I was the suburban kid of Scottish parents, and the idea of an acting career was so beyond my experience. I didn't even know there were drama schools until a friend told me.
Sentiment: NEGATIVE
Because I came from a small town outside Glasgow, nobody from my school had ever gone into the acting profession. It was just something you didn't do. You joined the bank or became a teacher or whatever you did.
As for acting, I took drama lessons when I was in high school.
I took up drama and did so much extracurricular work, like the National Youth Theatre and Guildhall's Saturday school. Acting is where I felt most comfortable and how I wanted to express myself.
I acted in high school and studied at the British American Drama Academy in Oxford for one summer. I minored in theater, and I was always acting growing up, but really, I was just more interested in the comedy of it all.
I enjoyed acting at school and went to an acting workshop for kids in Nottingham. It was twice a week after school and free to go to - ITV subsidised it. Every now and again, a casting director would turn up. 'Peak Practice' became a rite of passage for us. It was the first job I had.
My parents couldn't afford a full time drama school, but I basically just did every class I could do, and followed every drama interest I could. When I was 15 or 16 I did drama courses.
I was lucky enough to get into drama school in London back in 2005, and I was there for three years, and in those three years, we did a lot of theater. A lot of classical training.
I did a lot of acting at school and university, then I went to drama school. It was quite a normal route.
We had a great dramatic society in school, and that's where I first got exposure both as an actor and director.
When I decided that I might want to do acting for a living - I don't know where it really came from, since there was no school play or any of that - my mom gave me her blessing. I had to get a scholarship - that was the only way I could have gone to drama school.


#### TASK STATEMENT:
From the records below, copy the lines that include "alone".

Records from a dataset:
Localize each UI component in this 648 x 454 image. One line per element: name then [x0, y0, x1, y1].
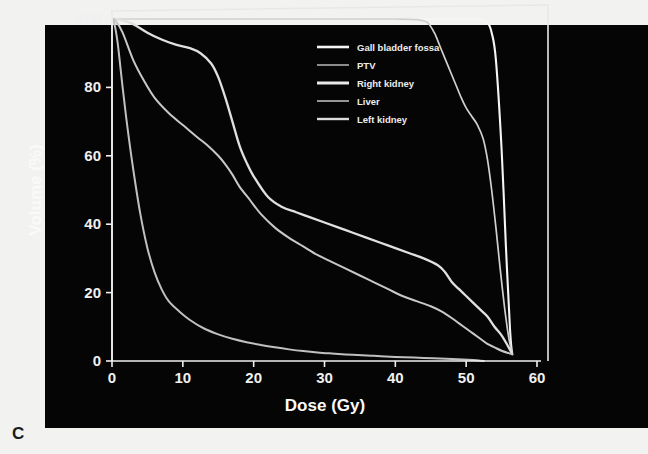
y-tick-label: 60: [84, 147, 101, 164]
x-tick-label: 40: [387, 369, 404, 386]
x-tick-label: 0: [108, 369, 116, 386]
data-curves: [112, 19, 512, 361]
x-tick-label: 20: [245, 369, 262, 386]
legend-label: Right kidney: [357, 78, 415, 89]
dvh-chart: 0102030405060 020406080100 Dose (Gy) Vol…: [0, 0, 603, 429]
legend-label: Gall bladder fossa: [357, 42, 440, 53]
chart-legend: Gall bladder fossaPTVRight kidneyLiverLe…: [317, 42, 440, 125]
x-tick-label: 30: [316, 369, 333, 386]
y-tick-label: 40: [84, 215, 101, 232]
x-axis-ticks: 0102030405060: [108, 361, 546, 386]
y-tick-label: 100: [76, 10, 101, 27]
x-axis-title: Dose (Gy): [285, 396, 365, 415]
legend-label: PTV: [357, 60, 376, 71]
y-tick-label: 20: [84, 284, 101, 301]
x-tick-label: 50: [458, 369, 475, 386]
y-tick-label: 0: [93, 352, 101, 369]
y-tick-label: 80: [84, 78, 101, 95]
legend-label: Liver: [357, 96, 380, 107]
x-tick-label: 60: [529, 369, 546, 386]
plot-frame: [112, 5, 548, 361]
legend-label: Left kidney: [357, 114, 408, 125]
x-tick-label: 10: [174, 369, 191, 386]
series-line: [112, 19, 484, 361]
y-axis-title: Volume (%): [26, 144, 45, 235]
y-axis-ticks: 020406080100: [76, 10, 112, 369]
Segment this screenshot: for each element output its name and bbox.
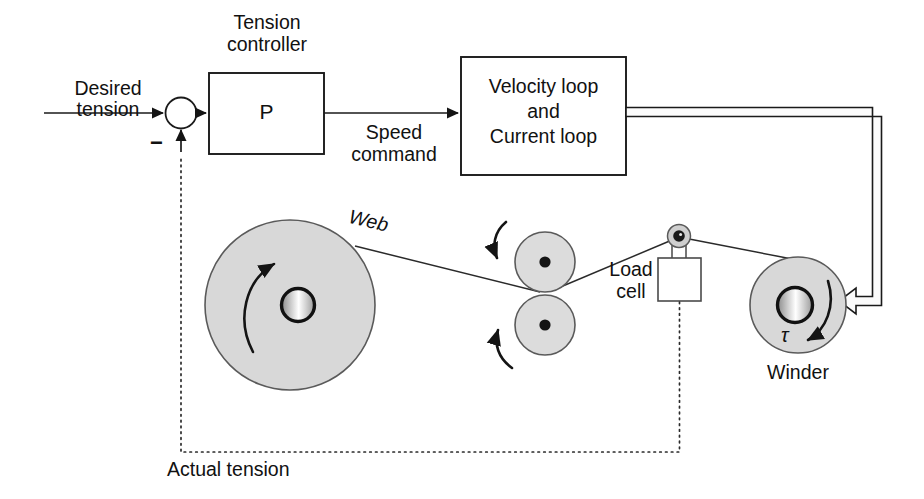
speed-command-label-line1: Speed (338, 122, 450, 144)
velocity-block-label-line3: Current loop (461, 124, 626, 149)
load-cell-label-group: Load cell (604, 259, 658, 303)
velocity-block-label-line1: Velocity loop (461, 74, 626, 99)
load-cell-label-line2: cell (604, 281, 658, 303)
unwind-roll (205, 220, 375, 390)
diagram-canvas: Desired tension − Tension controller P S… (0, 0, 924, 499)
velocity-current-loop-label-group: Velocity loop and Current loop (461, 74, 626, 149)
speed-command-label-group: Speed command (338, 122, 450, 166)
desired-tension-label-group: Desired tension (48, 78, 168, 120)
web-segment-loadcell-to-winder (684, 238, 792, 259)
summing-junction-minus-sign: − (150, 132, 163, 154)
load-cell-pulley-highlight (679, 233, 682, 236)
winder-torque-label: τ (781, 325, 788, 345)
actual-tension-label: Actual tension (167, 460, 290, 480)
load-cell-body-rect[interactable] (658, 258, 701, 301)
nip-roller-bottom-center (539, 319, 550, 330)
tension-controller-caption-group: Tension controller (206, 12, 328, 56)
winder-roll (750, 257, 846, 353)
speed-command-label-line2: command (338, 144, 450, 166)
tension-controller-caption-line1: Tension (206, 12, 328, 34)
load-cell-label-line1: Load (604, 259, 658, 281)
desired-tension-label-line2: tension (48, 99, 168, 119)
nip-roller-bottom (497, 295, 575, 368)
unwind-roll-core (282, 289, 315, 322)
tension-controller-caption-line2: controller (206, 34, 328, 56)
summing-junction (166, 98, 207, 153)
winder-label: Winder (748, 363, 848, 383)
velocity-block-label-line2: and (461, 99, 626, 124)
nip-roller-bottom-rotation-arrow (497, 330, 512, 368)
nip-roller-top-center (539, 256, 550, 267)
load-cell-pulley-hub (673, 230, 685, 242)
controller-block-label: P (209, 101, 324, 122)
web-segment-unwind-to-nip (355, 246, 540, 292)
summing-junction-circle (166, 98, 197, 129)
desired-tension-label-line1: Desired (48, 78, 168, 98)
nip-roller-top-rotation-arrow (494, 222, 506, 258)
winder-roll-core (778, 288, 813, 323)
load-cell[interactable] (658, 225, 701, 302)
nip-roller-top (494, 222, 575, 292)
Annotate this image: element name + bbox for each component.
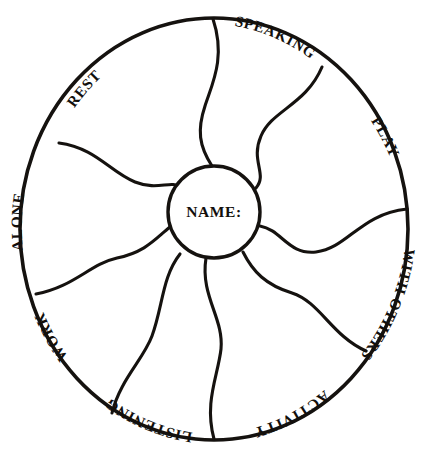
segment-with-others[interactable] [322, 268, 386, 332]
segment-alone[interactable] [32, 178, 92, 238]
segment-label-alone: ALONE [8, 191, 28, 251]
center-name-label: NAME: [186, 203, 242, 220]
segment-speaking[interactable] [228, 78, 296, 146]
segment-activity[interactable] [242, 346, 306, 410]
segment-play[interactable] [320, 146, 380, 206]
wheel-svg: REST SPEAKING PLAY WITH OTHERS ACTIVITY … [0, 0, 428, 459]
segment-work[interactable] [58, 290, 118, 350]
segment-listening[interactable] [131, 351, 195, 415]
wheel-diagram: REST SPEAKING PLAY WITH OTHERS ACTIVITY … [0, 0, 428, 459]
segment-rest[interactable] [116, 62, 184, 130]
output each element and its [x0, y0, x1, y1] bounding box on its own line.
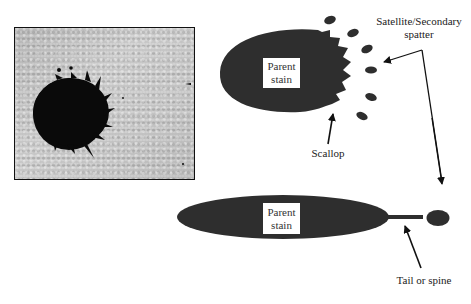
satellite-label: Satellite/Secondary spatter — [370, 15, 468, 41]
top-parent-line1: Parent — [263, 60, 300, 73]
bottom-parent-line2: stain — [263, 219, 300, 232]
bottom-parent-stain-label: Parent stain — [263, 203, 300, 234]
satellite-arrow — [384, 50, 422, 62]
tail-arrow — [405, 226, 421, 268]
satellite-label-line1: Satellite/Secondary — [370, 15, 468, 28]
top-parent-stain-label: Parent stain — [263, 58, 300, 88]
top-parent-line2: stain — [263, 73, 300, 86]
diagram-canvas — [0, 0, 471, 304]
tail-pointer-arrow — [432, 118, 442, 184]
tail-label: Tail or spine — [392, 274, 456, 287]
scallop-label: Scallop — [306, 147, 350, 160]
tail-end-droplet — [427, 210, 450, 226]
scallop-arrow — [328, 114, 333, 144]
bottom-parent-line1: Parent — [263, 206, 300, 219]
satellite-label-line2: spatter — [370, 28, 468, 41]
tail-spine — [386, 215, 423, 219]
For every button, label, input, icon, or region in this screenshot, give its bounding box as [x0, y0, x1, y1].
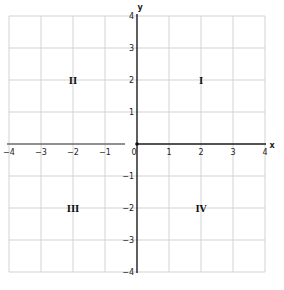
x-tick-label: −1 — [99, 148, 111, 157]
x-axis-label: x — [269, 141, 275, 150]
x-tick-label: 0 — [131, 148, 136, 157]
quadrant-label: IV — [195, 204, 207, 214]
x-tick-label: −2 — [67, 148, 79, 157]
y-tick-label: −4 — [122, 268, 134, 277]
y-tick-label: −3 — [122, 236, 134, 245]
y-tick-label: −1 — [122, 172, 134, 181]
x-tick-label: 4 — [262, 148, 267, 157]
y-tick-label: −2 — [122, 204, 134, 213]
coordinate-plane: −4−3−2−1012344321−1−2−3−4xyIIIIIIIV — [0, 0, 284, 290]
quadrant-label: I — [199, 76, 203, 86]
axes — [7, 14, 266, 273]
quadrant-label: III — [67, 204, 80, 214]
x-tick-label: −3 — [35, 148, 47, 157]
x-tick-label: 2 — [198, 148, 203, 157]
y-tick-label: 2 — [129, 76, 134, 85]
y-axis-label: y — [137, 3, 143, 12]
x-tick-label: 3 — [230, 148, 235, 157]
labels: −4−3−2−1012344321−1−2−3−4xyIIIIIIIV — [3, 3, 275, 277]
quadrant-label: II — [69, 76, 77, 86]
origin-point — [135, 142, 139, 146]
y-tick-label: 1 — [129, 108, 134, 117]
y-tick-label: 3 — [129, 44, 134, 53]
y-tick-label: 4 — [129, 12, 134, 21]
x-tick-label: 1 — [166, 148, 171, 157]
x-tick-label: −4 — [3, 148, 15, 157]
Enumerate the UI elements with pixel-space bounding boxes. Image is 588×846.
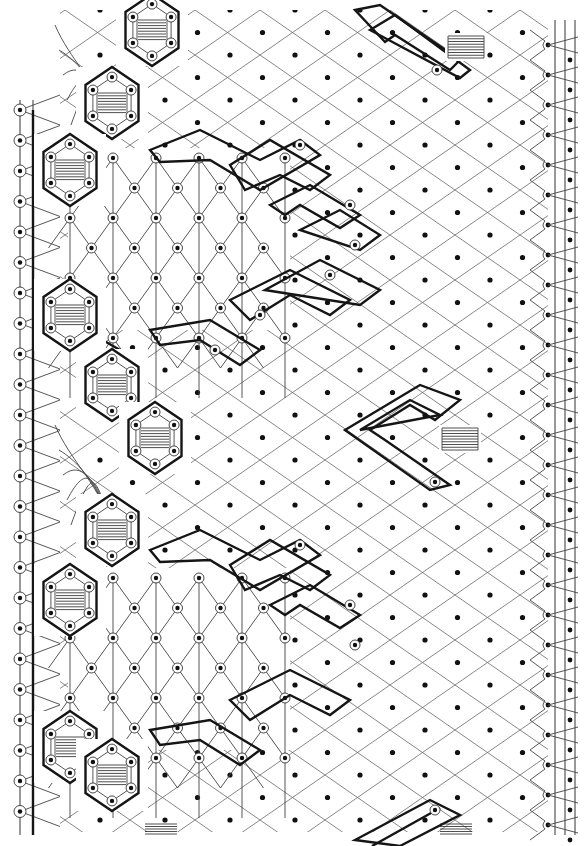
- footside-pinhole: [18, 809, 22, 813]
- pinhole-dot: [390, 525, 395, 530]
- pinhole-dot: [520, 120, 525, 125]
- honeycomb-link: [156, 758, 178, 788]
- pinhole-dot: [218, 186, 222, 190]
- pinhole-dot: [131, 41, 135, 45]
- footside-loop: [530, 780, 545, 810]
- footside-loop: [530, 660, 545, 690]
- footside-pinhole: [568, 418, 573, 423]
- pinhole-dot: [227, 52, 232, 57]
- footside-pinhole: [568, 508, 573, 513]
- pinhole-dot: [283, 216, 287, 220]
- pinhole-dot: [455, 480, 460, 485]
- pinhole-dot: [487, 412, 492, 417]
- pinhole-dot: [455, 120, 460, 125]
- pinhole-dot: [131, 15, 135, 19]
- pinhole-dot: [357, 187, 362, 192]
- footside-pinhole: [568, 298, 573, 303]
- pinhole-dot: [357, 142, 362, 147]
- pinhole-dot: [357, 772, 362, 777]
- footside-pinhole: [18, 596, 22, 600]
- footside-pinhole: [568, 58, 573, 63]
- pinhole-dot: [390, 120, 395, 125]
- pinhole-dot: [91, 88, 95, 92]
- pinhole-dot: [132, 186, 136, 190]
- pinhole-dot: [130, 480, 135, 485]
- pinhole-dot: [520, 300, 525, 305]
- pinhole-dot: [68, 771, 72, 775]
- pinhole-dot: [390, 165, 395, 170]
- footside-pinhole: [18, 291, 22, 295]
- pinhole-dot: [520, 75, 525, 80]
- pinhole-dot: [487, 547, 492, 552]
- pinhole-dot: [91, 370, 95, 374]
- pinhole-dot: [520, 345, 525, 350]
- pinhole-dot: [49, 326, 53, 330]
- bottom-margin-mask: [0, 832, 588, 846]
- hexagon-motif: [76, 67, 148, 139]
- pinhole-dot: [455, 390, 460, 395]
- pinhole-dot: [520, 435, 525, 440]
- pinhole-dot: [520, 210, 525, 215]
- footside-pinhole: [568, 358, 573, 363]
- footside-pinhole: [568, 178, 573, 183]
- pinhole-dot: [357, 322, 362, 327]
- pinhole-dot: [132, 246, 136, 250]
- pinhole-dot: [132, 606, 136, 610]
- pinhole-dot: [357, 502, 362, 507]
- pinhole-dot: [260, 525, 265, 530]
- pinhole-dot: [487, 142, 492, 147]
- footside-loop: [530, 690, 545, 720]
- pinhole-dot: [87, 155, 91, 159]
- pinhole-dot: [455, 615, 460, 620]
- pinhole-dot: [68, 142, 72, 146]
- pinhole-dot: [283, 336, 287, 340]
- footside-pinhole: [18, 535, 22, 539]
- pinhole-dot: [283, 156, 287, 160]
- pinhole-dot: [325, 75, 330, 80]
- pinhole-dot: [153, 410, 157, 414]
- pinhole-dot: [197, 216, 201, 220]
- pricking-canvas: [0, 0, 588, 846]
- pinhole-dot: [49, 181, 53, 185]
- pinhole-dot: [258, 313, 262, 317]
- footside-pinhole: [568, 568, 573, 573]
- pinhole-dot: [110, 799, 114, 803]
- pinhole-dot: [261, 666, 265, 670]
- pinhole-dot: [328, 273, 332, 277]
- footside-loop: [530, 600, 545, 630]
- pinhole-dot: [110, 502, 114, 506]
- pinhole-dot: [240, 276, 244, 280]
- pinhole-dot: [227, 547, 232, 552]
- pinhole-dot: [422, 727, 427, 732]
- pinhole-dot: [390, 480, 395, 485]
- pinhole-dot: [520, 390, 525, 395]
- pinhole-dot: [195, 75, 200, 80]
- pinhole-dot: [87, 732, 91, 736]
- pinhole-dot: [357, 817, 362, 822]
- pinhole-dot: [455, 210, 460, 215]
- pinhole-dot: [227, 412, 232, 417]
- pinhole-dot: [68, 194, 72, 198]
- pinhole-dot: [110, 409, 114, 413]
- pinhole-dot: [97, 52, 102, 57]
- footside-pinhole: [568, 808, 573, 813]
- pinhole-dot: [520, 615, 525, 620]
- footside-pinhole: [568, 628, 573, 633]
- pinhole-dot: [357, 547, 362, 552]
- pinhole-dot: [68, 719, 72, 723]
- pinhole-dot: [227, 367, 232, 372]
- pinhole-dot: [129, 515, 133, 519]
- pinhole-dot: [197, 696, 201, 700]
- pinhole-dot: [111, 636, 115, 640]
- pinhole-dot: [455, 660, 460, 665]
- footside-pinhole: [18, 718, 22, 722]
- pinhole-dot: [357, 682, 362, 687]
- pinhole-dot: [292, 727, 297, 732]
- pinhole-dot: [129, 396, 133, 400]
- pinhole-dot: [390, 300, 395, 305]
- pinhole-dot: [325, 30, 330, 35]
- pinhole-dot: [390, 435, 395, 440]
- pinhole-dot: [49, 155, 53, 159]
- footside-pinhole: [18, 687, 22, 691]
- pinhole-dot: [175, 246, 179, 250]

#### RESPONSE FOR THIS EXERCISE:
segment-alone[interactable] [32, 178, 92, 238]
segment-label-alone: ALONE [8, 191, 28, 251]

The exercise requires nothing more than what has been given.